When You Don’t Know What’s Coming, Plan Anyway

Photo credit: tekaybe, CC BY 2.0.

I’ve always felt insecure about something or other. About my smarts. About my looks. About my orientation, love life, future, and career. As a kid I had a security blanket. I still have it. It’s in a lock box in my parents’ house.

With some relief, I’ve gotten over most of that anxiety. I can’t have everything, and no one wants the burden of perfection. There will always be people who are smarter, better looking, and more confident in their careers and futures. So what? I know exactly where blankie is.

But while I think I could make do without the smarts or the looks—and I might even already be making do without either—I wouldn’t mind feeling more secure when it comes to the future. It’s not that I’m a worrier. I’m just a planner. I don’t work in design, but I’ve got an architect’s mind, considering the many ways something can fail so I can either prevent the loss or more easily remove myself from the wreckage. It’s a habit I maintain when it comes to housing, taxes, and relationships, and it’s a good strategy in some fields. In others, less so. (Try telling your boyfriend you already have a plan in place for when one of you breaks the other’s heart. Two plans, in fact, depending who initiates.)

These days it’s relationships, money, and time that make me feel the most ambivalent. No matter how hard I try I never quite seem to be able to set them in balance. I know how to. The rule is simple. It’s just not one I’m good at. First you lay out all three, then you pick two. Kicker is, one of them has to be time or else whichever other one you pick won’t work.

Even that, though, is something of a plan. Planning is how I cope. As the year rounds out, I’m realizing the lengths I go to just so I can avoid being caught out unawares. Nearly everything I’ve written for The Billfold has to do with either preparing myself for a state of readiness, or finding out how my considerate preparation was woefully incorrect. In the first category I planted a garden and charted its progress. In the second, I wrote about how a poor credit score contributed to my getting evicted, and about a surprise bill for $450 I had to pay to keep my job. In between were stories about recalculating rent so we can keep our current house, and the objects we cling to when we can’t.

Perhaps unsurprisingly, I also struggle with commitment. Even though I stress over security, with few exceptions, I try not to get attached to anyone or anything, to take the edge off the eventual loss. I’m always waiting for someone or something to threaten what I’ve worked for; what I have assumed, by virtue of having worked for it, was mine. Money may buy freedom, but mostly because it buys security. If you have money and lose something, you can replace it. If you don’t, then you can’t. And that’s that.

My own money puts me in mind of an eroding island. The smaller it grows, the more jealously defensive I become over every pebble and grain of sand. This too has an easy fix. Or rather, one that is easily identifiable. Just get more money. But then that rule about how money equals freedom equals security comes back again in another form.
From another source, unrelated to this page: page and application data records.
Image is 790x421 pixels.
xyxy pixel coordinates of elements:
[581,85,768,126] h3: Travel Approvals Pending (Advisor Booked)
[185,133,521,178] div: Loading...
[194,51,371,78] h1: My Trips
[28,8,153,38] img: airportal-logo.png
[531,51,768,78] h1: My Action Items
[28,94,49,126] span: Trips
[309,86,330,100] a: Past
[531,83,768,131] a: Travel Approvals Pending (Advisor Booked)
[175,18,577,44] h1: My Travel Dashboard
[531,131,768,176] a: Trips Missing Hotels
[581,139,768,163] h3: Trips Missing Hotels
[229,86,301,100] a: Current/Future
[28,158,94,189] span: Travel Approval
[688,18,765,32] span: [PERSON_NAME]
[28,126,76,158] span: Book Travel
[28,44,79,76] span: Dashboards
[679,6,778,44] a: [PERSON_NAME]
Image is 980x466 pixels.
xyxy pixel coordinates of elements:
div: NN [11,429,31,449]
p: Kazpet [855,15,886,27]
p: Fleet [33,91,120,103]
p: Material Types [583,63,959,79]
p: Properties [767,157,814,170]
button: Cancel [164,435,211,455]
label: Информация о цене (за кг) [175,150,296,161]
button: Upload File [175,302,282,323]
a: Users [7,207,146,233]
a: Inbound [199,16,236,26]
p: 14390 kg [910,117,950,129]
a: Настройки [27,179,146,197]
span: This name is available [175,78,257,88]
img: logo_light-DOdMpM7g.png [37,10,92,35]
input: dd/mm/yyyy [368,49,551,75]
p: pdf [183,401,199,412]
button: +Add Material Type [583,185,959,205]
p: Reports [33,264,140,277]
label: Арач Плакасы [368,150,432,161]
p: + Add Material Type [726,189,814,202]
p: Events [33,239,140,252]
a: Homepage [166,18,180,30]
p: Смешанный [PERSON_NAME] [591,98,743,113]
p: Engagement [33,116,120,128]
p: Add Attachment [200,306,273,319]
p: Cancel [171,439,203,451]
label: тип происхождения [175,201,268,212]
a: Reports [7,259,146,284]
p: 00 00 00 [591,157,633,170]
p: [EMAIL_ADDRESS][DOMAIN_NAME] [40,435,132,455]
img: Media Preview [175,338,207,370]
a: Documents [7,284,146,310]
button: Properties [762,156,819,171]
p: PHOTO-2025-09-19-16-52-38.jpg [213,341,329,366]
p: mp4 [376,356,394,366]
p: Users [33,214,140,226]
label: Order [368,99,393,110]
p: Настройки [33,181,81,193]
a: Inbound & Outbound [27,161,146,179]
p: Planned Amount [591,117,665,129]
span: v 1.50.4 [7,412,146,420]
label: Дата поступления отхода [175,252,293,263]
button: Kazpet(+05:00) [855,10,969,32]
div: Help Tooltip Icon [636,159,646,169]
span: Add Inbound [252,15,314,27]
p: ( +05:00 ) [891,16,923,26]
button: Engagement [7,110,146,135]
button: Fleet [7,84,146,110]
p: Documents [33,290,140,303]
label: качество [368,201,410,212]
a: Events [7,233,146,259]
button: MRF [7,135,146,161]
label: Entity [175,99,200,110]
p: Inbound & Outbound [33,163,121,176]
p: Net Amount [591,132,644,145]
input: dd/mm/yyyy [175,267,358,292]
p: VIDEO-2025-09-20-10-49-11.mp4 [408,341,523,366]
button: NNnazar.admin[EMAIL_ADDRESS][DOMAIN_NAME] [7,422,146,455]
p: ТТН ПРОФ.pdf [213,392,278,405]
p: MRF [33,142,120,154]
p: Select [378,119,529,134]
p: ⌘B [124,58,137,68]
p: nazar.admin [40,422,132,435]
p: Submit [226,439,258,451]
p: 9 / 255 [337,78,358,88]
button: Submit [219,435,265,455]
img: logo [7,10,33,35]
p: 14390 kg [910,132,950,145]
When you have money, you don’t have to think about it. And when you don’t have it, you do. And I’m tired of having to think about it so much. I don’t need to be rich. I just want more beach between me and the waves.

Even though it might be a boring adjective to ascribe to what is to come, I’m really hoping for a secure 2018. I’ve even gotten a jump on my New Year’s resolution: last week I started therapy. I found a group session within my price range a few neighborhoods over. We meet once a week on Thursday mornings.

I’ll admit that at first I wasn’t sure I wanted to pay either the time or the money. But I also want to get better. I’m hopeful. I like the group. I want to figure out these issues I have about insecurity. See if there’s a way I can come out not feeling like I’m always on the defense. I want to know if I can have all three items on that list: relationships, money, time. I’d like it if I could pick more than just two.

Cirrus Wood is a bike messenger and freelance writer/photographer. He lives in Berkeley and works in San Francisco.

This piece is part of The Billfold’s Our Uncertain Year series.